Abstract

During face‐to‐face communication, listeners integrate speech with gestures. The semantic information conveyed by iconic gestures (e.g., a drinking gesture) can aid speech comprehension in adverse listening conditions. In this magnetoencephalography (MEG) study, we investigated the spatiotemporal neural oscillatory activity associated with gestural enhancement of degraded speech comprehension. Participants watched videos of an actress uttering clear or degraded speech, accompanied by a gesture or not and completed a cued‐recall task after watching every video. When gestures semantically disambiguated degraded speech comprehension, an alpha and beta power suppression and a gamma power increase revealed engagement and active processing in the hand‐area of the motor cortex, the extended language network (LIFG/pSTS/STG/MTG), medial temporal lobe, and occipital regions. These observed low‐ and high‐frequency oscillatory modulations in these areas support general unification, integration and lexical access processes during online language comprehension, and simulation of and increased visual attention to manual gestures over time. All individual oscillatory power modulations associated with gestural enhancement of degraded speech comprehension predicted a listener's correct disambiguation of the degraded verb after watching the videos. Our results thus go beyond the previously proposed role of oscillatory dynamics in unimodal degraded speech comprehension and provide first evidence for the role of low‐ and high‐frequency oscillations in predicting the integration of auditory and visual information at a semantic level.

Highlights

  • We demonstrated a clear relationship between gestural enhancement effects on a behavioral and neural level: The more an individual listener’s alpha and beta power were suppressed and the more gamma power was increased, the more a listener benefitted from the semantic information conveyed by a gesture during degraded speech comprehension

  • We postulate that listeners might engage their motor cortex to possibly simulate gestures more when speech is degraded to extract semantic information from the gesture to aid degraded speech comprehension, while strategic processes are implemented by the ACC to allocate attention to this semantic information from the gesture when speech is degraded

  • In future eye-tracking research, we will investigate how and when listeners exactly attend to gestures during degraded speech comprehension to better understand how listeners direct their visual attention to utilize visual semantic information to enhance degraded speech comprehension

Read more

Summary

Methods

Thirty-two Dutch native students of Radboud University (mean age 5 23.2, SD 5 3.46, 14 males) were paid to participate in this experiment. All participants were right-handed and reported corrected-tonormal or normal vision. 160 short video clips of a female actress who uttered a Dutch action verb, which would be accompanied by an iconic gesture or no gesture. These video clips were originally used in a previous behavioral experiment in Drijvers and Ozyu€rek (2017), where pretests and further details of the stimuli can be found. In 80 of the 160 videos, the actress produced an iconic gesture. All gestures were iconic movements that matched the action verb (see below). In the remaining 80 videos, the actress uttered the action verbs with her arms hanging casually on each side of the body

Results
Discussion
Conclusion
Full Text
Paper version not known

Talk to us

Join us for a 30 min session where you can share your feedback and ask us any queries you have

Schedule a call

Disclaimer: All third-party content on this website/platform is and will remain the property of their respective owners and is provided on "as is" basis without any warranties, express or implied. Use of third-party content does not indicate any affiliation, sponsorship with or endorsement by them. Any references to third-party content is to identify the corresponding services and shall be considered fair use under The CopyrightLaw.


*WHAT THIS TASK INVOLVES*
The whole of the material needs to be repeated exactly, line for line.

=== DATA FOR THE TASK ===

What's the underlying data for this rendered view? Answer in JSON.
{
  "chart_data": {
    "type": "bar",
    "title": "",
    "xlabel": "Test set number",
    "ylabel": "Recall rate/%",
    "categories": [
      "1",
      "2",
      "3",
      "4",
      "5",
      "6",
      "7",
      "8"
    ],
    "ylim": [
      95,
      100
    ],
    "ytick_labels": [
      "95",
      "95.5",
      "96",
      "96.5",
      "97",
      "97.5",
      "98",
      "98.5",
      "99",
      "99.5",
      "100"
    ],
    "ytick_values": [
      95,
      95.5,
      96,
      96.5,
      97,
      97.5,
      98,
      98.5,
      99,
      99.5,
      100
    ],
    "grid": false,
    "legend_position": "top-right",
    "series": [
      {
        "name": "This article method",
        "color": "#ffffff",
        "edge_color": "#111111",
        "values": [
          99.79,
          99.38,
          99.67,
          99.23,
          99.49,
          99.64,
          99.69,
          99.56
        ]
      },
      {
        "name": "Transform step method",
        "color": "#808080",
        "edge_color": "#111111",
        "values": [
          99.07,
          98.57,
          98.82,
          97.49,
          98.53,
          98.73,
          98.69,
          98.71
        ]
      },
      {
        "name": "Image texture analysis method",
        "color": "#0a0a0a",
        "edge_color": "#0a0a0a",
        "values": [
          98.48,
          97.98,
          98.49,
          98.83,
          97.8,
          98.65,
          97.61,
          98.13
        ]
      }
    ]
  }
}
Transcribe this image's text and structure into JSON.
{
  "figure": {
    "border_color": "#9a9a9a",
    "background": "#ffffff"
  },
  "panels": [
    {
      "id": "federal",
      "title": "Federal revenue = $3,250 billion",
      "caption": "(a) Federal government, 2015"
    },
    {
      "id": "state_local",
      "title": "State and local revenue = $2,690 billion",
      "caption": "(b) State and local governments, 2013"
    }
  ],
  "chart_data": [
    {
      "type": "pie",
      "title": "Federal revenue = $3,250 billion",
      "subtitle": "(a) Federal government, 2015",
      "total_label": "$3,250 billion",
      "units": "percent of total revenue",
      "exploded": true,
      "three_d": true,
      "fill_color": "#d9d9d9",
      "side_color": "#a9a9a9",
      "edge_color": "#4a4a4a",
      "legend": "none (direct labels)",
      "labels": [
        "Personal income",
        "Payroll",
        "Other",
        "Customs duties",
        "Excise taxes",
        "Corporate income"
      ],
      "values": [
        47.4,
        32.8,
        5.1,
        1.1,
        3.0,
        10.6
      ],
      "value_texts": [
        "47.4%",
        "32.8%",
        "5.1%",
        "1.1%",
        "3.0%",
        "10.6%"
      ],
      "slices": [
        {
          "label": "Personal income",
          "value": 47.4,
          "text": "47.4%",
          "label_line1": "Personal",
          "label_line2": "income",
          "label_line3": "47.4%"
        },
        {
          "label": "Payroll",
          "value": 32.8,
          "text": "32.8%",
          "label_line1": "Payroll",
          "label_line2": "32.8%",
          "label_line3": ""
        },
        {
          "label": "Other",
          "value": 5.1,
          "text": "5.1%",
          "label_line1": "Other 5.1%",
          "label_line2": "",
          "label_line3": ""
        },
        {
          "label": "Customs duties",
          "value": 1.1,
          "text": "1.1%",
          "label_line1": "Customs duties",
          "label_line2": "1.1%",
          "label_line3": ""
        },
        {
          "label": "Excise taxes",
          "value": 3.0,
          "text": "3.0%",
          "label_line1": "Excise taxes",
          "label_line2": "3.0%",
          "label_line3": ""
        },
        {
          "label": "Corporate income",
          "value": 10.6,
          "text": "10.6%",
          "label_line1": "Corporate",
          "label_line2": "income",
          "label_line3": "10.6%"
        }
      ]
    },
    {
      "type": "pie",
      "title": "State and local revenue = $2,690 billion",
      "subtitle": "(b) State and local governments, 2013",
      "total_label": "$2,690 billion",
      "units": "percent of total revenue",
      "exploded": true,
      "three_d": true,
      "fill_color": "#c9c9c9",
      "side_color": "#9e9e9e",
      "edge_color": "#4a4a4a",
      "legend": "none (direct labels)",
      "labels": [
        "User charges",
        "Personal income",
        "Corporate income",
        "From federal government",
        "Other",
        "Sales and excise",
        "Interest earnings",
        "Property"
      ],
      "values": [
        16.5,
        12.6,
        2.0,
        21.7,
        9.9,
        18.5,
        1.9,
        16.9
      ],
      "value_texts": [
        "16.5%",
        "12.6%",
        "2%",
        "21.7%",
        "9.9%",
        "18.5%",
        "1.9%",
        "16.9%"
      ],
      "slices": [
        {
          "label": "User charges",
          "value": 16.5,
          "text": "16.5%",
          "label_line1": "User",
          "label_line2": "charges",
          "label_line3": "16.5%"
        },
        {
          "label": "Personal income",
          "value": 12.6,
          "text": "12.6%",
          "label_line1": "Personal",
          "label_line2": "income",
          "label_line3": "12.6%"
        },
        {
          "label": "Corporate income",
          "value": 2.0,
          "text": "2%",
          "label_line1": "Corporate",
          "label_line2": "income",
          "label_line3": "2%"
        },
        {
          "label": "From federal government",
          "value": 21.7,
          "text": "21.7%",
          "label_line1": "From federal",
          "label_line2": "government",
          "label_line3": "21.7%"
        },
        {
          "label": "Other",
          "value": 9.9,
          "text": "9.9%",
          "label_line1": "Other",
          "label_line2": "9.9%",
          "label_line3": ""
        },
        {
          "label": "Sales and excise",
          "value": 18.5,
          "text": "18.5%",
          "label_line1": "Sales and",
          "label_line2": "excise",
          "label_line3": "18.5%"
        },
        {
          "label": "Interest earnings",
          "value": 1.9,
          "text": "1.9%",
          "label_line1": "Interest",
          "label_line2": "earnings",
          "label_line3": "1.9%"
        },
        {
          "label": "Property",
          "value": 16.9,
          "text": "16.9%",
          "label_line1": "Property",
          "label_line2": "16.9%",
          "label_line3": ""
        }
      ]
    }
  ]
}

===

*SOLUTION FOR THIS TASK*
What's the underlying data for this rendered view? Answer in JSON.
{
  "chart_data": {
    "type": "bar",
    "title": "",
    "xlabel": "Test set number",
    "ylabel": "Recall rate/%",
    "categories": [
      "1",
      "2",
      "3",
      "4",
      "5",
      "6",
      "7",
      "8"
    ],
    "ylim": [
      95,
      100
    ],
    "ytick_labels": [
      "95",
      "95.5",
      "96",
      "96.5",
      "97",
      "97.5",
      "98",
      "98.5",
      "99",
      "99.5",
      "100"
    ],
    "ytick_values": [
      95,
      95.5,
      96,
      96.5,
      97,
      97.5,
      98,
      98.5,
      99,
      99.5,
      100
    ],
    "grid": false,
    "legend_position": "top-right",
    "series": [
      {
        "name": "This article method",
        "color": "#ffffff",
        "edge_color": "#111111",
        "values": [
          99.79,
          99.38,
          99.67,
          99.23,
          99.49,
          99.64,
          99.69,
          99.56
        ]
      },
      {
        "name": "Transform step method",
        "color": "#808080",
        "edge_color": "#111111",
        "values": [
          99.07,
          98.57,
          98.82,
          97.49,
          98.53,
          98.73,
          98.69,
          98.71
        ]
      },
      {
        "name": "Image texture analysis method",
        "color": "#0a0a0a",
        "edge_color": "#0a0a0a",
        "values": [
          98.48,
          97.98,
          98.49,
          98.83,
          97.8,
          98.65,
          97.61,
          98.13
        ]
      }
    ]
  }
}
Transcribe this image's text and structure into JSON.
{
  "figure": {
    "border_color": "#9a9a9a",
    "background": "#ffffff"
  },
  "panels": [
    {
      "id": "federal",
      "title": "Federal revenue = $3,250 billion",
      "caption": "(a) Federal government, 2015"
    },
    {
      "id": "state_local",
      "title": "State and local revenue = $2,690 billion",
      "caption": "(b) State and local governments, 2013"
    }
  ],
  "chart_data": [
    {
      "type": "pie",
      "title": "Federal revenue = $3,250 billion",
      "subtitle": "(a) Federal government, 2015",
      "total_label": "$3,250 billion",
      "units": "percent of total revenue",
      "exploded": true,
      "three_d": true,
      "fill_color": "#d9d9d9",
      "side_color": "#a9a9a9",
      "edge_color": "#4a4a4a",
      "legend": "none (direct labels)",
      "labels": [
        "Personal income",
        "Payroll",
        "Other",
        "Customs duties",
        "Excise taxes",
        "Corporate income"
      ],
      "values": [
        47.4,
        32.8,
        5.1,
        1.1,
        3.0,
        10.6
      ],
      "value_texts": [
        "47.4%",
        "32.8%",
        "5.1%",
        "1.1%",
        "3.0%",
        "10.6%"
      ],
      "slices": [
        {
          "label": "Personal income",
          "value": 47.4,
          "text": "47.4%",
          "label_line1": "Personal",
          "label_line2": "income",
          "label_line3": "47.4%"
        },
        {
          "label": "Payroll",
          "value": 32.8,
          "text": "32.8%",
          "label_line1": "Payroll",
          "label_line2": "32.8%",
          "label_line3": ""
        },
        {
          "label": "Other",
          "value": 5.1,
          "text": "5.1%",
          "label_line1": "Other 5.1%",
          "label_line2": "",
          "label_line3": ""
        },
        {
          "label": "Customs duties",
          "value": 1.1,
          "text": "1.1%",
          "label_line1": "Customs duties",
          "label_line2": "1.1%",
          "label_line3": ""
        },
        {
          "label": "Excise taxes",
          "value": 3.0,
          "text": "3.0%",
          "label_line1": "Excise taxes",
          "label_line2": "3.0%",
          "label_line3": ""
        },
        {
          "label": "Corporate income",
          "value": 10.6,
          "text": "10.6%",
          "label_line1": "Corporate",
          "label_line2": "income",
          "label_line3": "10.6%"
        }
      ]
    },
    {
      "type": "pie",
      "title": "State and local revenue = $2,690 billion",
      "subtitle": "(b) State and local governments, 2013",
      "total_label": "$2,690 billion",
      "units": "percent of total revenue",
      "exploded": true,
      "three_d": true,
      "fill_color": "#c9c9c9",
      "side_color": "#9e9e9e",
      "edge_color": "#4a4a4a",
      "legend": "none (direct labels)",
      "labels": [
        "User charges",
        "Personal income",
        "Corporate income",
        "From federal government",
        "Other",
        "Sales and excise",
        "Interest earnings",
        "Property"
      ],
      "values": [
        16.5,
        12.6,
        2.0,
        21.7,
        9.9,
        18.5,
        1.9,
        16.9
      ],
      "value_texts": [
        "16.5%",
        "12.6%",
        "2%",
        "21.7%",
        "9.9%",
        "18.5%",
        "1.9%",
        "16.9%"
      ],
      "slices": [
        {
          "label": "User charges",
          "value": 16.5,
          "text": "16.5%",
          "label_line1": "User",
          "label_line2": "charges",
          "label_line3": "16.5%"
        },
        {
          "label": "Personal income",
          "value": 12.6,
          "text": "12.6%",
          "label_line1": "Personal",
          "label_line2": "income",
          "label_line3": "12.6%"
        },
        {
          "label": "Corporate income",
          "value": 2.0,
          "text": "2%",
          "label_line1": "Corporate",
          "label_line2": "income",
          "label_line3": "2%"
        },
        {
          "label": "From federal government",
          "value": 21.7,
          "text": "21.7%",
          "label_line1": "From federal",
          "label_line2": "government",
          "label_line3": "21.7%"
        },
        {
          "label": "Other",
          "value": 9.9,
          "text": "9.9%",
          "label_line1": "Other",
          "label_line2": "9.9%",
          "label_line3": ""
        },
        {
          "label": "Sales and excise",
          "value": 18.5,
          "text": "18.5%",
          "label_line1": "Sales and",
          "label_line2": "excise",
          "label_line3": "18.5%"
        },
        {
          "label": "Interest earnings",
          "value": 1.9,
          "text": "1.9%",
          "label_line1": "Interest",
          "label_line2": "earnings",
          "label_line3": "1.9%"
        },
        {
          "label": "Property",
          "value": 16.9,
          "text": "16.9%",
          "label_line1": "Property",
          "label_line2": "16.9%",
          "label_line3": ""
        }
      ]
    }
  ]
}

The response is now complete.